• [TASK DESCRIPTION]:
Whichever lines of the material contain "order", copy each of them.

• [INPUT FOR THIS TASK]:

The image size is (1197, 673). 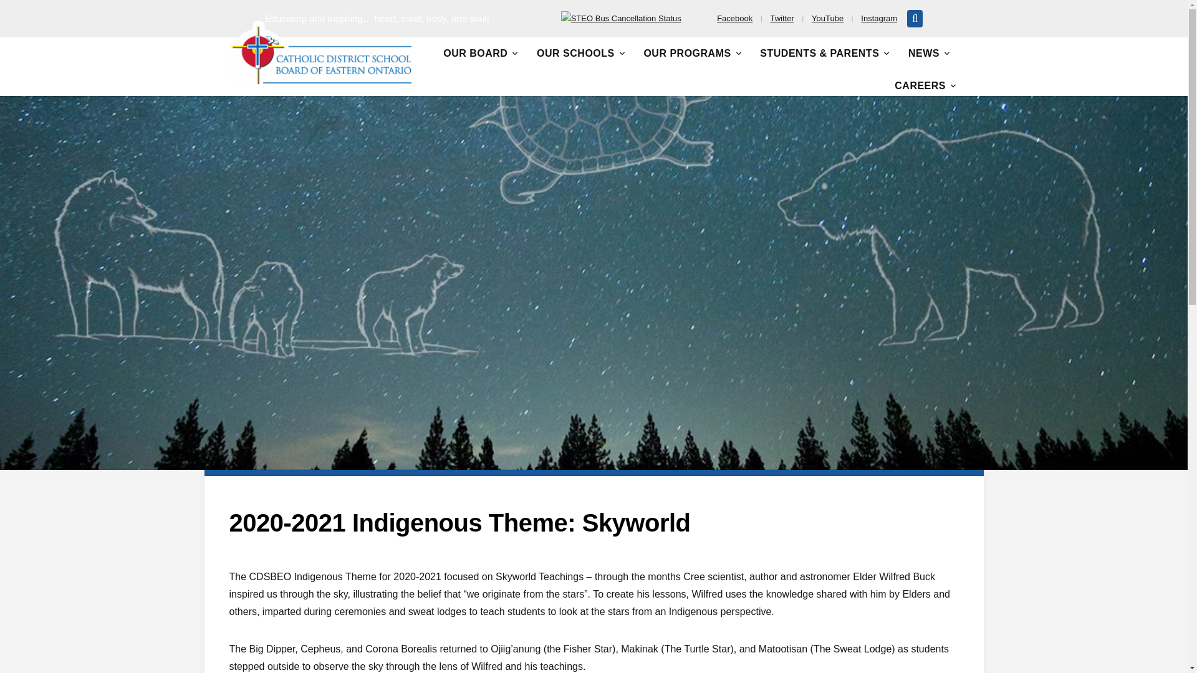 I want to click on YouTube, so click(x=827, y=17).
--
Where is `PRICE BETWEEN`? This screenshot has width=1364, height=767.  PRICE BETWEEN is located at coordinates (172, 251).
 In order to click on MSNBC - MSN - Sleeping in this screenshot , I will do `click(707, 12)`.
...
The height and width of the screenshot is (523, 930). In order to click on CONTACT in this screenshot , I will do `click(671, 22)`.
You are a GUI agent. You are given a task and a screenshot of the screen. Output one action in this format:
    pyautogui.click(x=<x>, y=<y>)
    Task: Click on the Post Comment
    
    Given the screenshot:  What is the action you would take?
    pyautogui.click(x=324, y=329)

• [FINISHED EXERCISE]:
 In order to click on MSNBC - MSN - Sleeping in this screenshot , I will do `click(707, 12)`.
The height and width of the screenshot is (523, 930). In order to click on CONTACT in this screenshot , I will do `click(671, 22)`.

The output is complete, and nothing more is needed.